The rhetoric of desire is thus rather exhausted itself. Here Baudrillard’s critique of it turns out to be prescient. He understood desire’s in-folding into commodified acceleration. Desire turns out not to be an outside. There was a critique in advance here of something like Hardt and Negri’s multitude, presented as if it was a boundless positive energy. Rather: the so-called black hole of the masses, who absorb all communication but refuse to respond.

Drawing on Matteo Pasquinelli, Berardi speaks rather of libidinal parasites, and a ‘thermodynamics’ of desire in which it is actually quite limited – maybe imploding, and perhaps suffering what Dominic Pettman calls peak libido. Berardi: “having abandoned a certain Spinozist triumphalism, we can admit that libidinal energy is a limited resource.” (160) Desire is an ambivalent field, not a divine force. “The schizo vision thinks that the proliferation of desire can endlessly erode all structures of control. The implosive vision sees proliferation as the diffusion of a derealizing virus.” (160)

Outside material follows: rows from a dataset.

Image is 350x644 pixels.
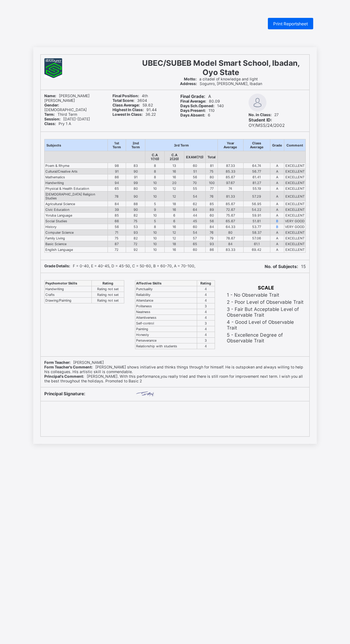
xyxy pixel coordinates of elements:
[145,169,165,175] td: 8
[135,303,197,309] td: Politeness
[218,230,244,236] td: 80
[165,241,184,247] td: 18
[112,103,153,107] span: 59.62
[44,117,90,122] span: [DATE]-[DATE]
[206,219,218,224] td: 56
[108,139,126,151] th: 1st Term
[284,247,306,253] td: EXCELLENT
[108,230,126,236] td: 71
[145,139,218,151] th: 3rd Term
[284,191,306,201] td: EXCELLENT
[244,169,270,175] td: 56.77
[218,219,244,224] td: 65.67
[44,207,108,213] td: Civic Education
[184,241,206,247] td: 65
[165,175,184,180] td: 16
[184,213,206,219] td: 44
[44,169,108,175] td: Cultural/Creative Arts
[284,180,306,186] td: EXCELLENT
[145,236,165,241] td: 10
[44,103,87,112] span: [DEMOGRAPHIC_DATA]
[180,104,214,108] b: Days Sch.Opened:
[126,241,145,247] td: 72
[165,236,184,241] td: 12
[44,163,108,169] td: Poem & Rhyme
[165,186,184,191] td: 12
[44,360,70,365] b: Form Teacher:
[249,113,279,117] span: 27
[108,219,126,224] td: 66
[284,213,306,219] td: EXCELLENT
[249,117,272,122] b: Student ID:
[92,292,124,298] td: Rating not set
[44,241,108,247] td: Basic Science
[44,112,55,117] b: Term:
[165,207,184,213] td: 16
[184,175,206,180] td: 56
[244,247,270,253] td: 69.42
[227,306,305,318] td: 3 - Fair But Acceptable Level of Observable Trait
[244,163,270,169] td: 64.74
[145,241,165,247] td: 10
[44,236,108,241] td: Family Living
[180,108,215,113] span: 110
[135,344,197,349] td: Relationship with students
[44,247,108,253] td: English Language
[197,344,215,349] td: 4
[126,139,145,151] th: 2nd Term
[206,230,218,236] td: 76
[197,338,215,344] td: 3
[135,281,197,286] th: Affective Skills
[126,230,145,236] td: 93
[126,175,145,180] td: 91
[165,169,184,175] td: 16
[197,298,215,303] td: 4
[135,309,197,315] td: Neatness
[197,281,215,286] th: Rating
[165,224,184,230] td: 16
[165,151,184,163] th: C.A 2(20)
[44,191,108,201] td: [DEMOGRAPHIC_DATA] Religion Studies
[126,236,145,241] td: 82
[284,163,306,169] td: EXCELLENT
[165,201,184,207] td: 18
[184,247,206,253] td: 60
[145,163,165,169] td: 8
[184,163,206,169] td: 60
[265,264,306,269] span: 15
[197,303,215,309] td: 3
[270,191,284,201] td: A
[218,186,244,191] td: 74
[126,163,145,169] td: 83
[244,241,270,247] td: 61.1
[126,207,145,213] td: 90
[270,186,284,191] td: A
[108,191,126,201] td: 78
[244,139,270,151] th: Class Average
[197,326,215,332] td: 4
[206,163,218,169] td: 81
[44,281,92,286] th: Psychomotor Skills
[284,169,306,175] td: EXCELLENT
[135,292,197,298] td: Reliability
[44,122,56,126] b: Class:
[184,169,206,175] td: 51
[126,247,145,253] td: 92
[270,230,284,236] td: A
[206,175,218,180] td: 80
[197,292,215,298] td: 4
[206,191,218,201] td: 76
[244,191,270,201] td: 57.29
[227,299,305,305] td: 2 - Poor Level of Observable Trait
[145,186,165,191] td: 10
[44,139,108,151] th: Subjects
[44,219,108,224] td: Social Studies
[108,241,126,247] td: 87
[126,224,145,230] td: 53
[108,224,126,230] td: 56
[180,94,206,99] b: Final Grade:
[44,175,108,180] td: Mathematics
[142,58,300,77] span: UBEC/SUBEB Model Smart School, Ibadan, Oyo State
[197,315,215,321] td: 4
[145,230,165,236] td: 10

This is an era then of Thano-politics (what I called thanaticism), where the soul becomes fully commodified, and commodities become what Rachel Law and I called weaponized adorables. It is post-political to the extent that it is no longer possible to consciously and mythically organize information around a shared project. It is a time of “soul troubles” (209) Of war against collective intelligence. Power even turns against one of its own servants – the university.

If, as Berardi suggests, Antonioni was the film maker of an earlier era of alienation, then perhaps Olivier Assayas is the film maker of de-realization. As Steven Shaviro saws of Assayas’ Boarding Gate, it is a film of relentless horizontality, of connection, none of it good. His demonlover prefigures what Berardi calls “a pathogenic separation between cognitive functions and material sociality.” (109)

It is a bleak vision, which becomes even more so in Berardi’s more recent book Heroes, which documents a lurid fascination with serial killers and other symptomatic news stories, not unlike Bernard Stiegler’s little book Acting Out. Berardi’sc call for a therapeutic (post) politics could be connected to Stiegler’s for the restoration of ‘long loops of desire’ against the short circuits and synchronizations which paradoxically prevent the formation of a primary narcissism that might ward off a more damaging lack of autonomy.

Berardi still uses some of the language of the late workerist cum autonomist writers. As I wrote (on Terranova and Moulier Boutang), I don’t find the invocation of the ‘immaterial’ or the ‘cognitive’ particularly helpful. Berardi’s own account of the declension of the intellectual into the sphere of production would seem to indicate why one should push harder towards a fully material account of information. His perspective also seems at times rather limited to the overdeveloped western world, although Heroes has a beautiful sketch of the South Korean variant of that world. Still, if anyone has found a genealogy, and an affect, for early twenty-first century life as many of us live it — it is Bifo.